This award is funded under the American Recovery and Reinvestment Act of 2009 (Public Law 111-5).
Cheap commercial off-the-shelf wireless devices are being increasingly deployed for performance-sensitive applications such as patient monitoring with body sensors and home networking for multimedia and gaming. However, wireless communications may interfere with each other when they use the same or adjacent radio frequencies. This becomes a growing issue as the public 2.4GHz spectrum is being populated by a variety of devices, including 802.11b/g routers, ZigBee sensors, Bluetooth headsets, and cordless phones. Existing interference mitigation schemes are tightly tied with the physical/MAC layers of particular platforms, and hence often cannot co-exist in the same network without sacrificing the system performance.
This project develops a Holistic Transparent Performance Assurance (HTPA) framework to support performance-sensitive applications in the crowded spectrum. HTPA consists of 1) a spectrum profiler that models the spectrum usage and dynamic external, intra- and inter-platform interferences in heterogeneous wireless environments; 2) a virtualized medium access control layer that provides unified interfaces for transparently representing, monitoring, and scheduling the underlying radio resources; and 3) a stream and system performance assurance component that schedules radio resources for each individual data stream, and harnesses network interference based on the system knowledge, MAC abstractions, and dynamic spectrum models.
HTPA enables network designers to systematically understand and mitigate the impact of complex interference that exist between heterogeneous wireless devices, and provides reference models for the standardization of future commercial wireless platforms operating in unlicensed spectrums.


• What to do: Begin at the line where "Select clothing with a bounding box." appears and reproduce exactly every line through the end of the data below, both included, skipping pictures.

*** Supplied records Section Begins ***

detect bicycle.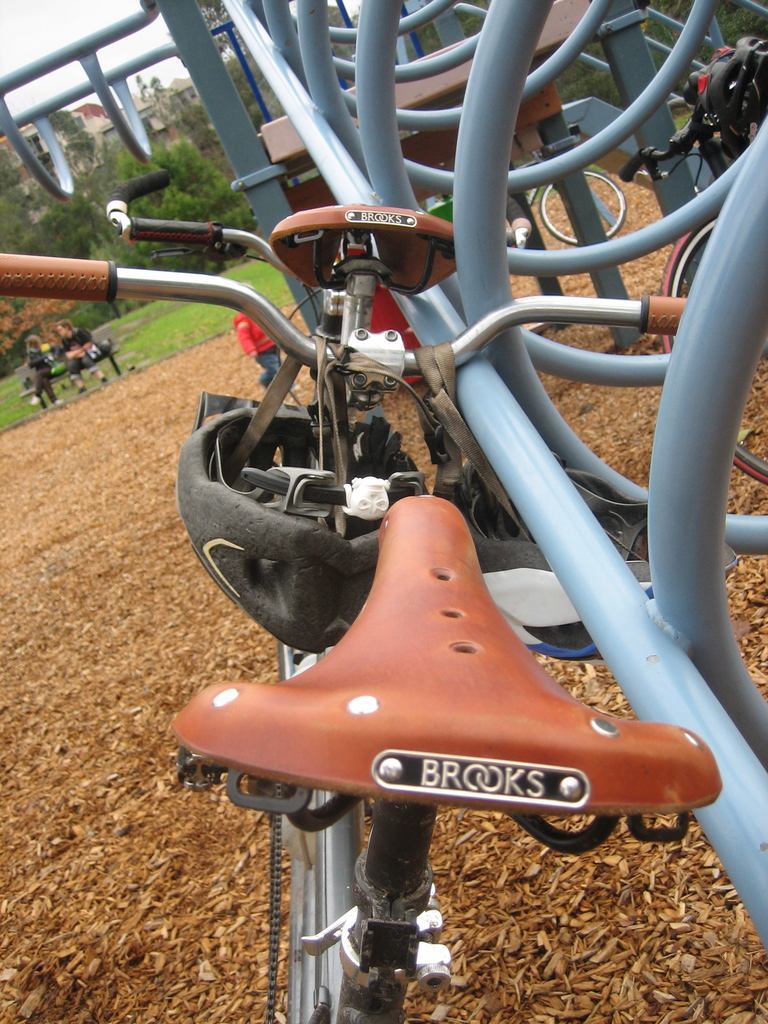
Detected at (420,150,625,248).
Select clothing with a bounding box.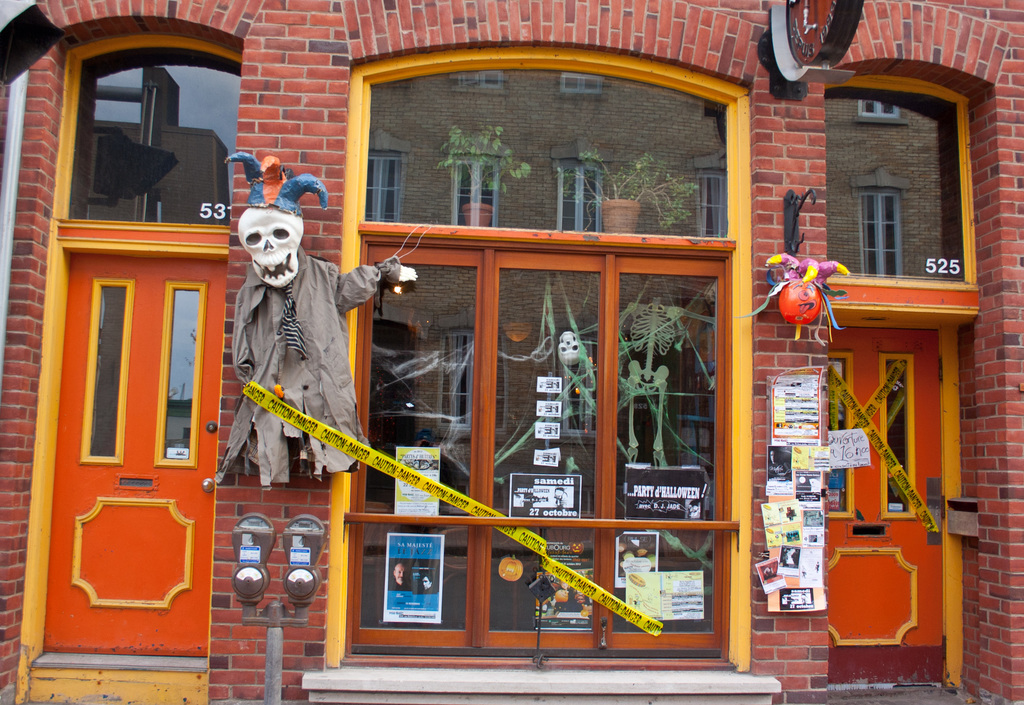
bbox=[189, 242, 423, 521].
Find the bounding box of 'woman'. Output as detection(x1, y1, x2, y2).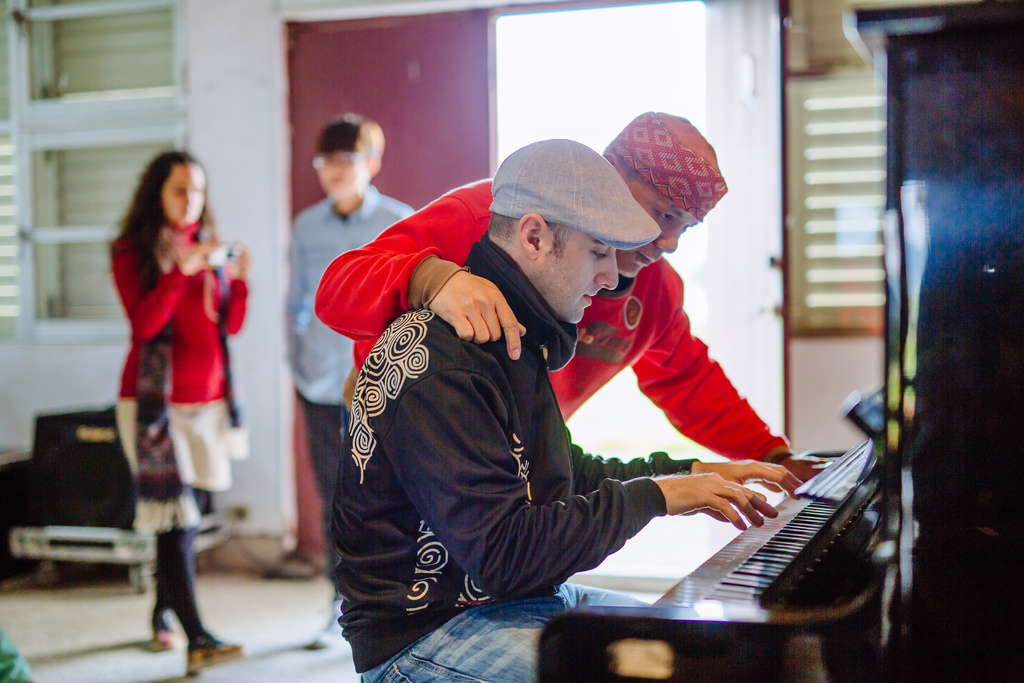
detection(95, 145, 248, 634).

*** Supplied records Section Ends ***

• Answer to this problem:
Select clothing with a bounding box.
bbox=[189, 242, 423, 521].
Find the bounding box of 'woman'. Output as detection(x1, y1, x2, y2).
detection(95, 145, 248, 634).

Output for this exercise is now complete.